* **Work to be completed**:
Word for word, retype the lines from the one containing "What do you see at coordinates (868, 93)" to the one containing "The width and" below, keeping both end lines and dropping the pictures.

Stored data
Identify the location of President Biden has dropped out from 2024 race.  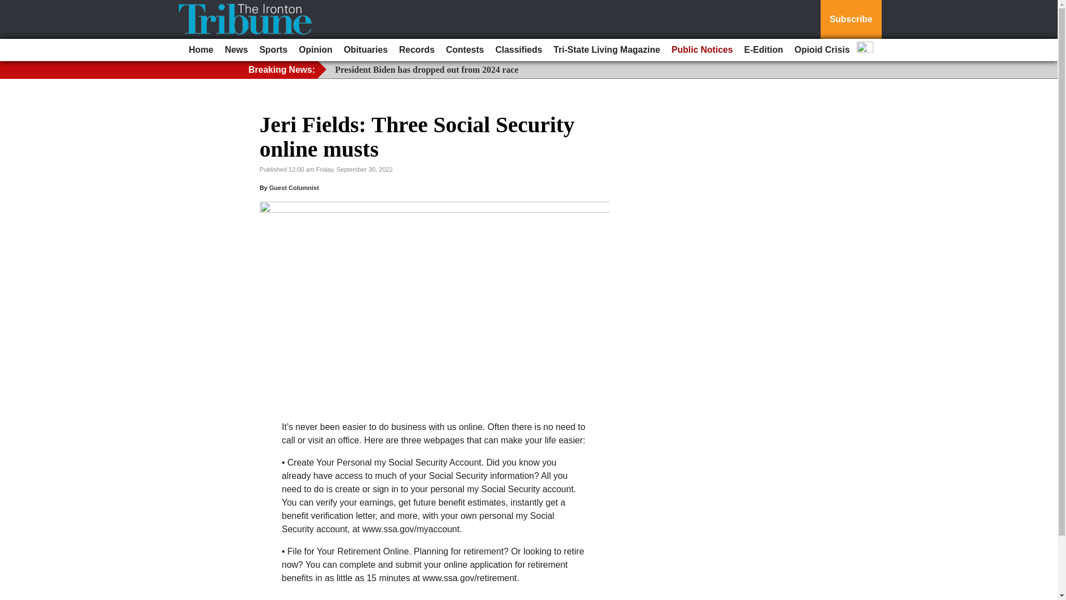
(426, 69).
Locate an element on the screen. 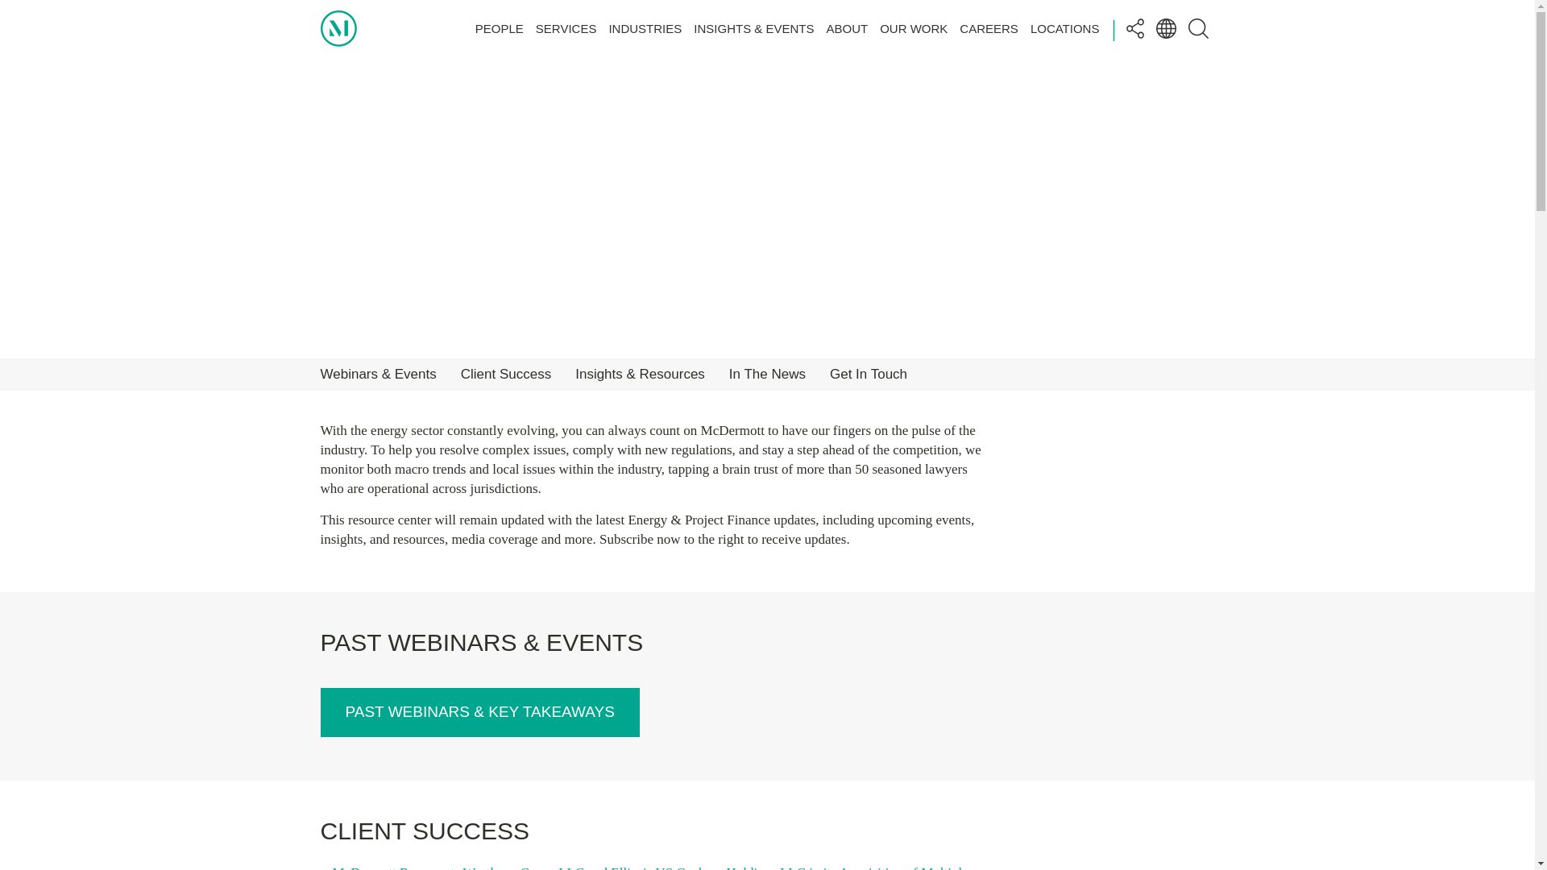 The height and width of the screenshot is (870, 1547). In The News is located at coordinates (767, 374).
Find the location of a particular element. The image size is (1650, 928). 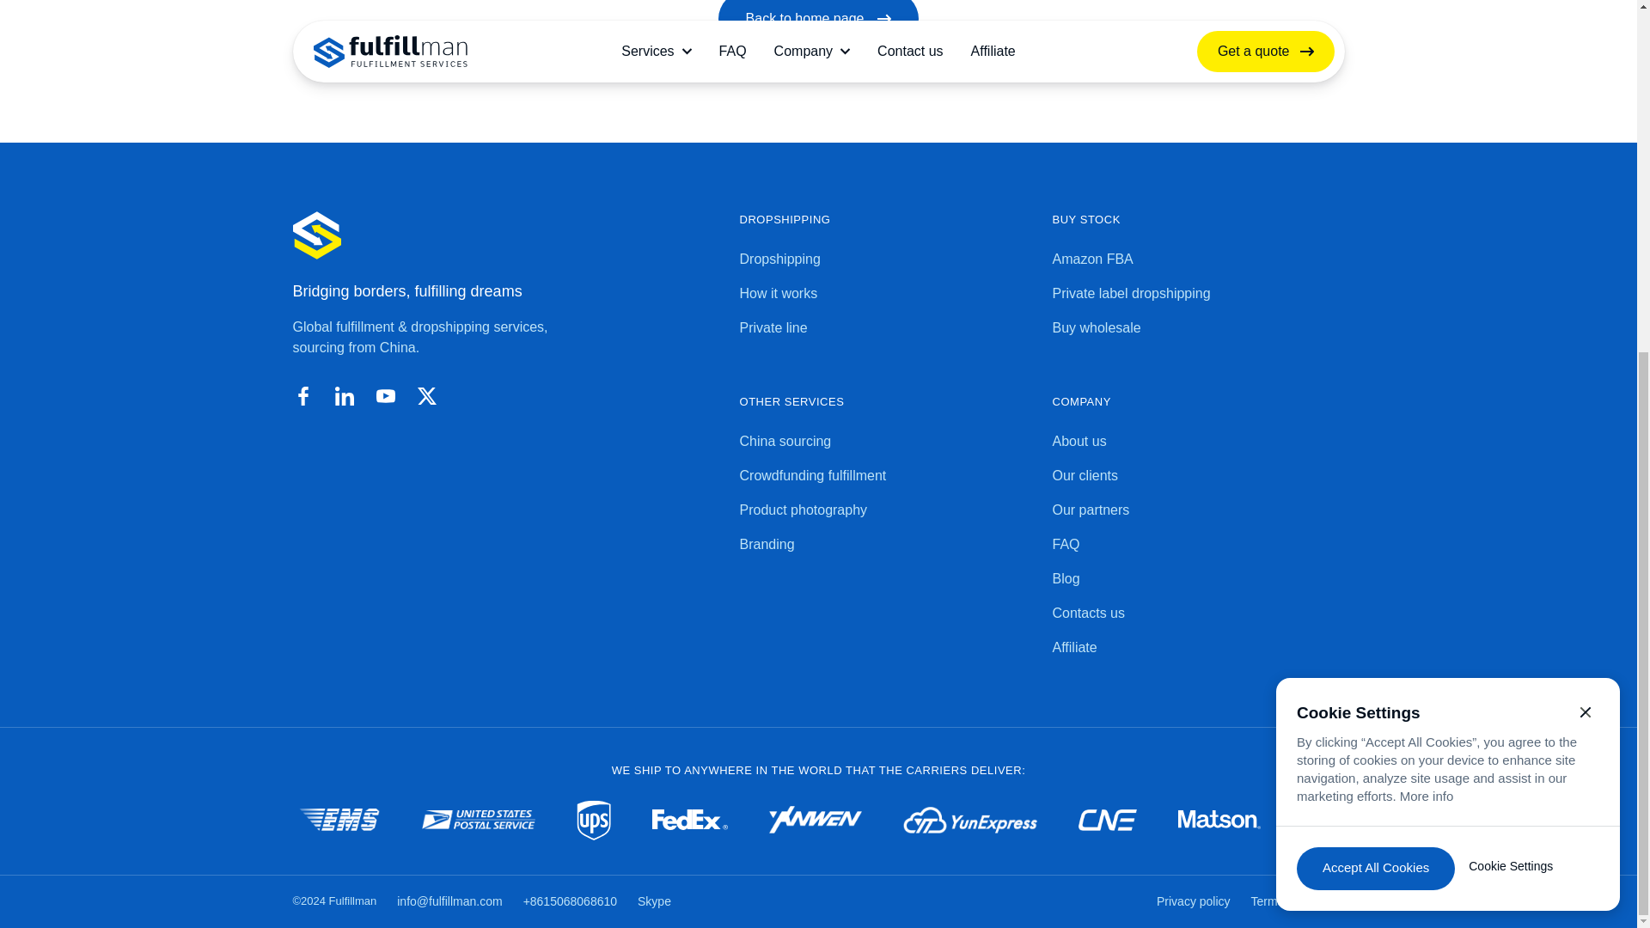

Branding is located at coordinates (885, 545).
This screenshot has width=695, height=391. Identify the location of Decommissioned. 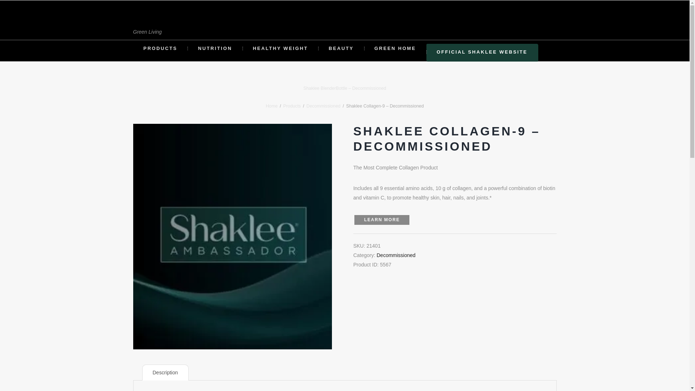
(395, 255).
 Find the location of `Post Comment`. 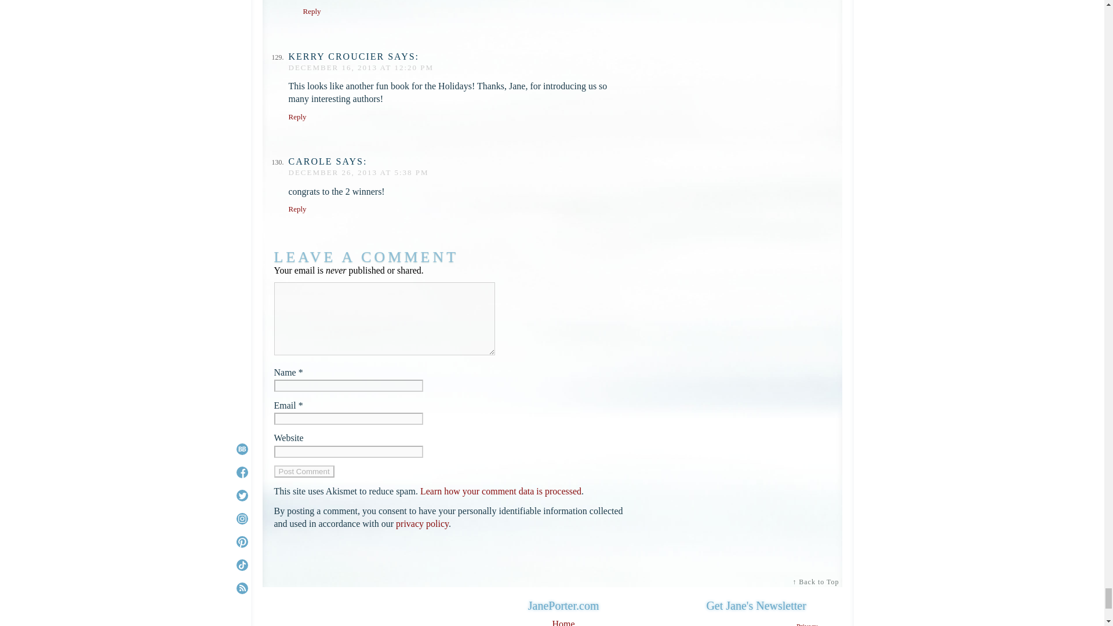

Post Comment is located at coordinates (304, 472).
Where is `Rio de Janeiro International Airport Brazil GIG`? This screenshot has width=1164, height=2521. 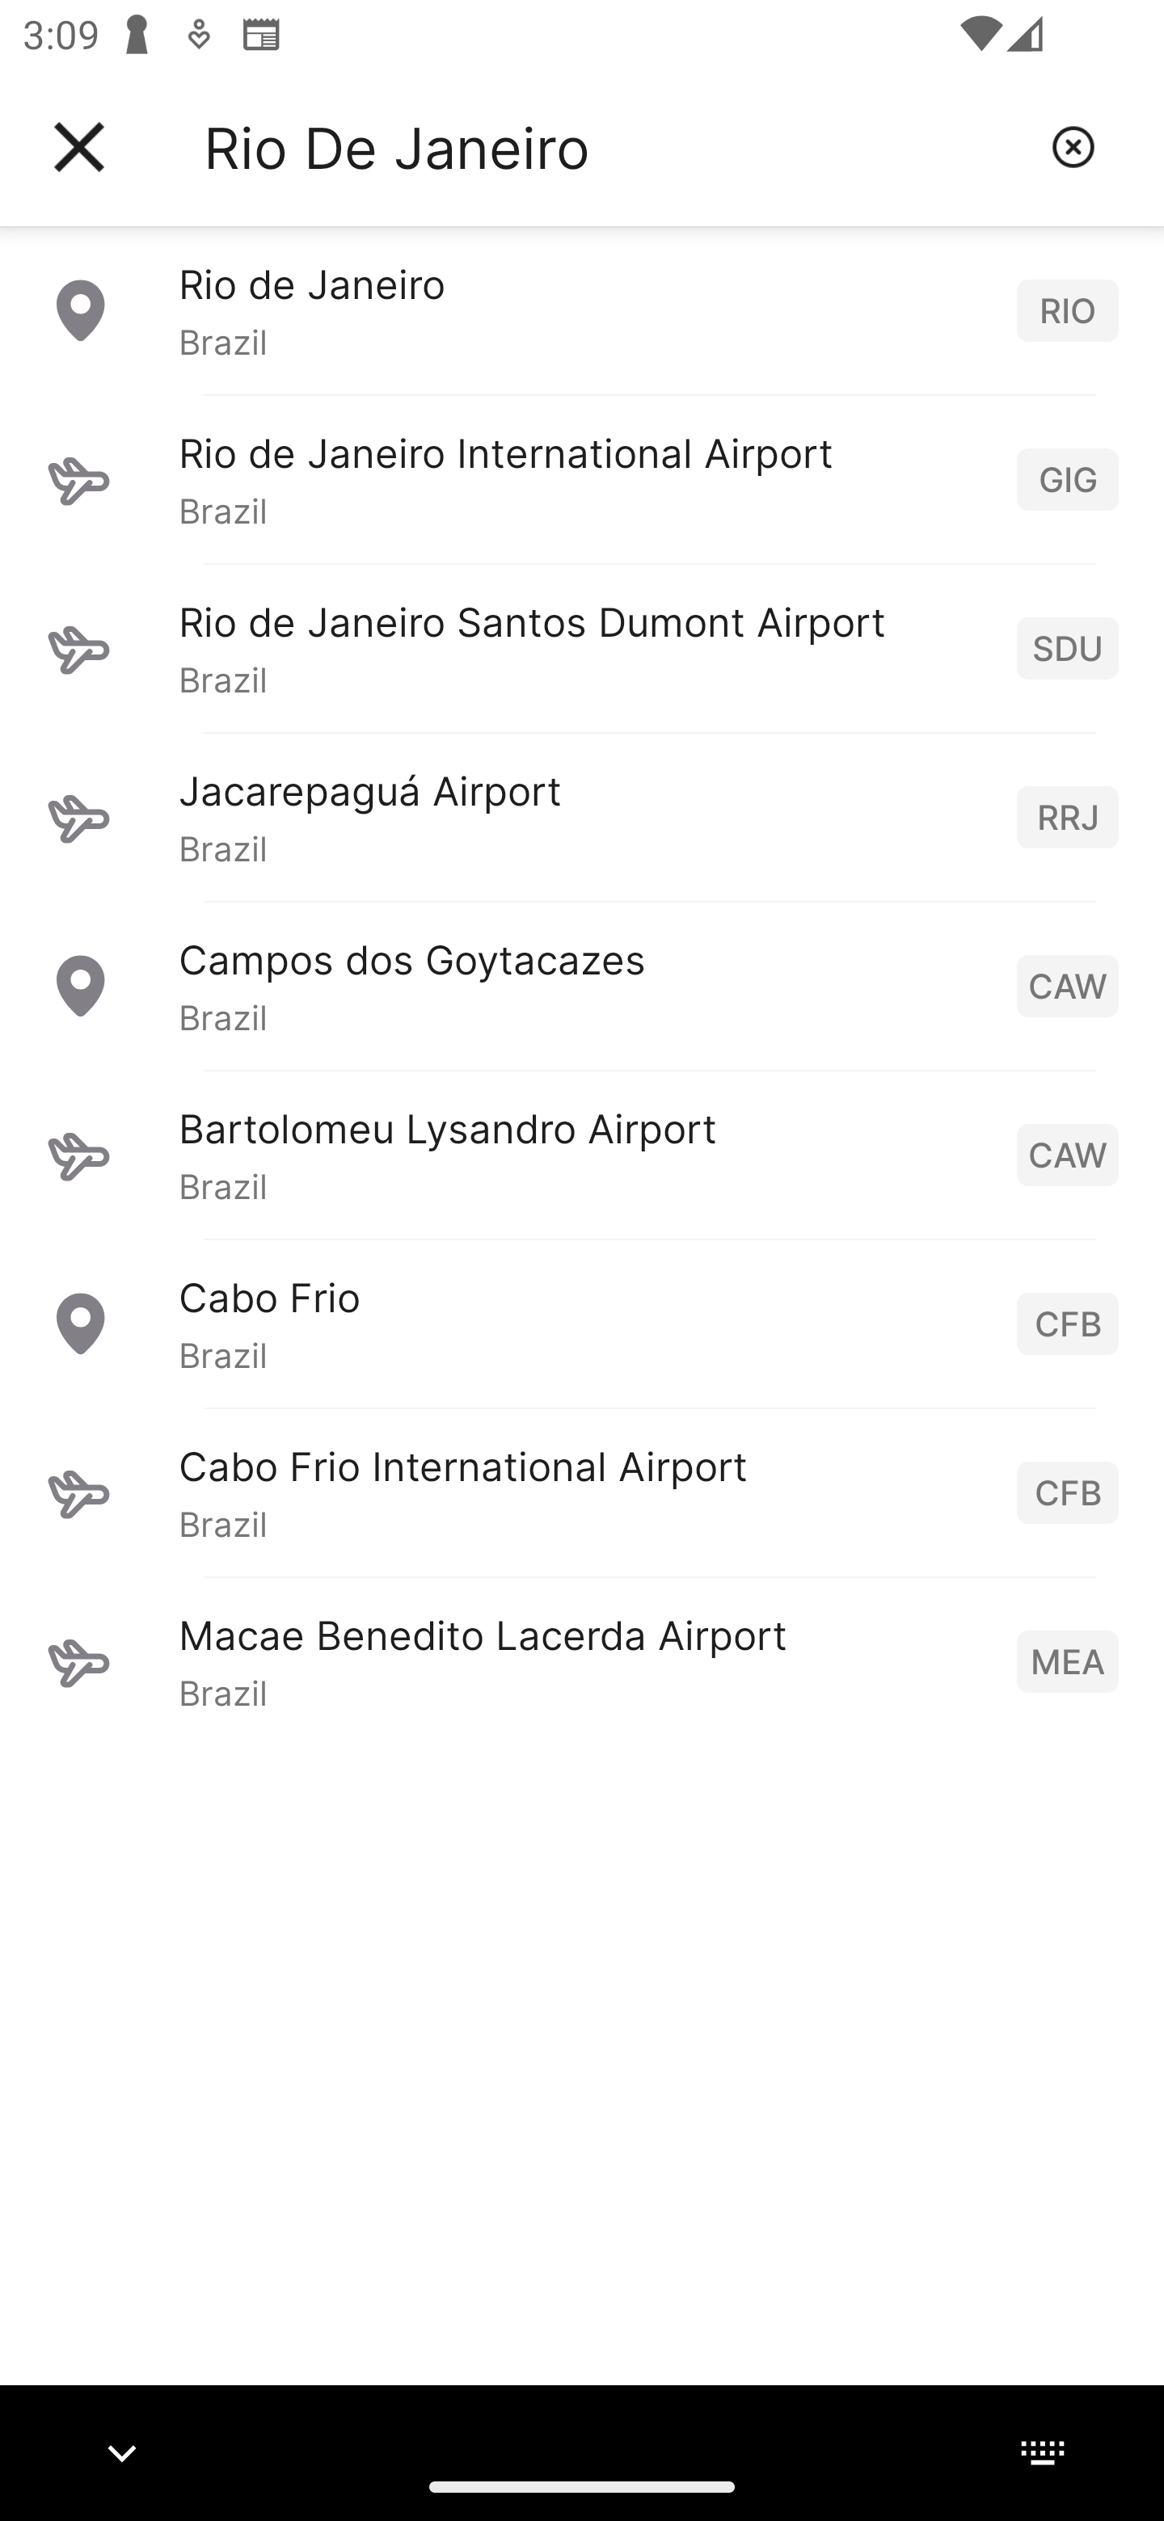
Rio de Janeiro International Airport Brazil GIG is located at coordinates (581, 479).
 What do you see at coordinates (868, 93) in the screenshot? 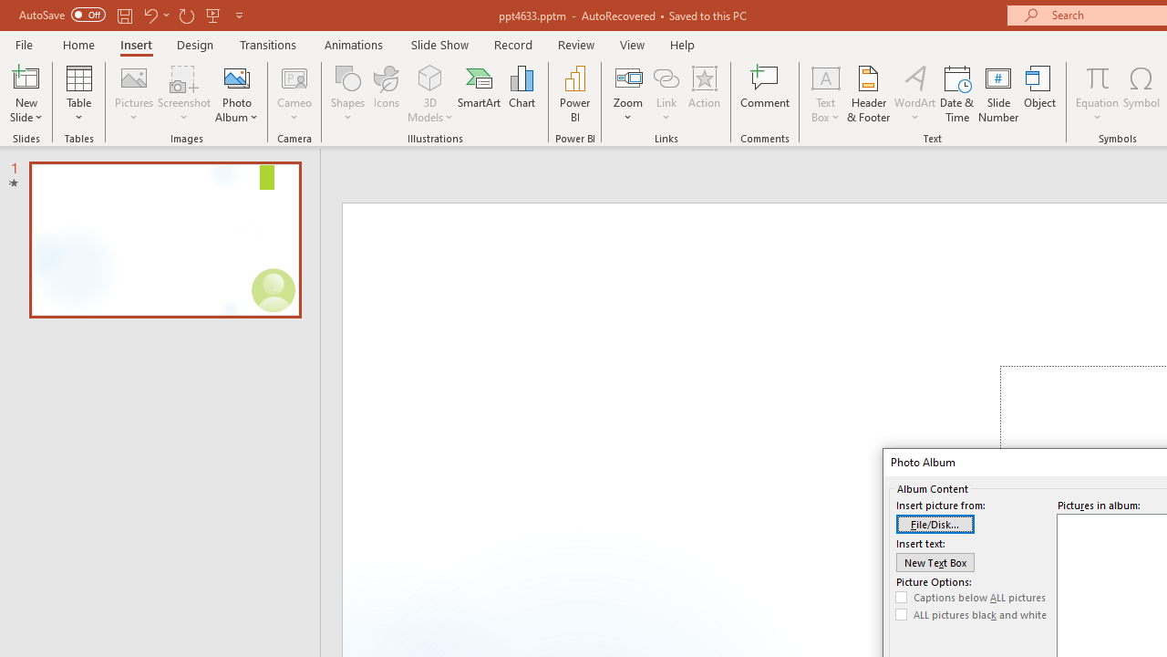
I see `Header & Footer...` at bounding box center [868, 93].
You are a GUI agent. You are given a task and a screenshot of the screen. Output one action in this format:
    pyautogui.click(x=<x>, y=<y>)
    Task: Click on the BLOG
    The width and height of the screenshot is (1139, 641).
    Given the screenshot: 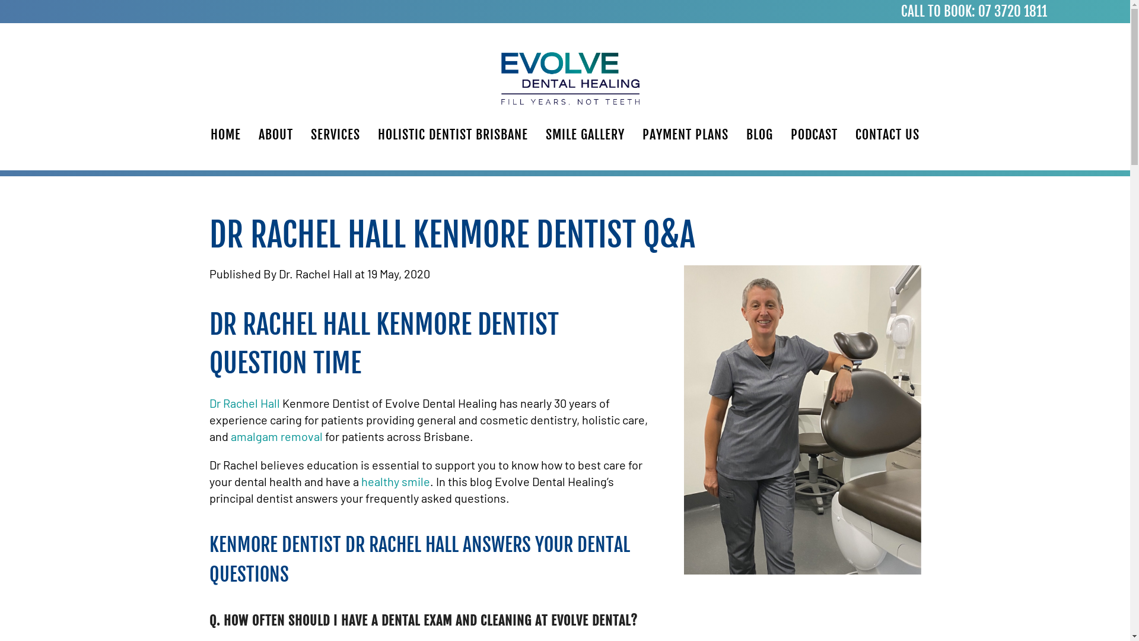 What is the action you would take?
    pyautogui.click(x=759, y=135)
    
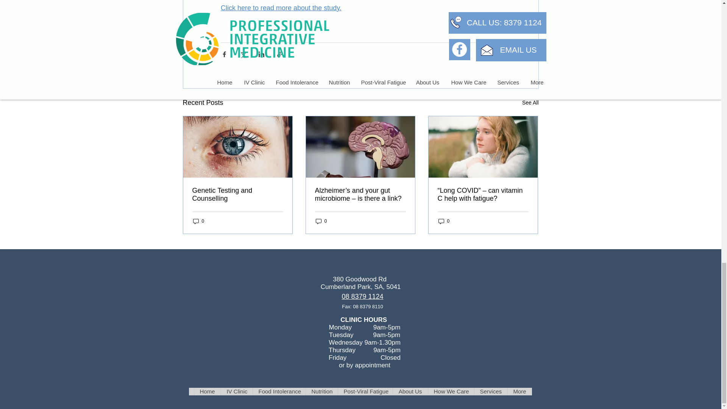  What do you see at coordinates (238, 194) in the screenshot?
I see `Genetic Testing and Counselling` at bounding box center [238, 194].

* **Answer area**:
 What do you see at coordinates (868, 93) in the screenshot? 
I see `Header & Footer...` at bounding box center [868, 93].
You are a GUI agent. You are given a task and a screenshot of the screen. Output one action in this format:
    pyautogui.click(x=<x>, y=<y>)
    Task: Click on the BLOG
    The width and height of the screenshot is (1139, 641).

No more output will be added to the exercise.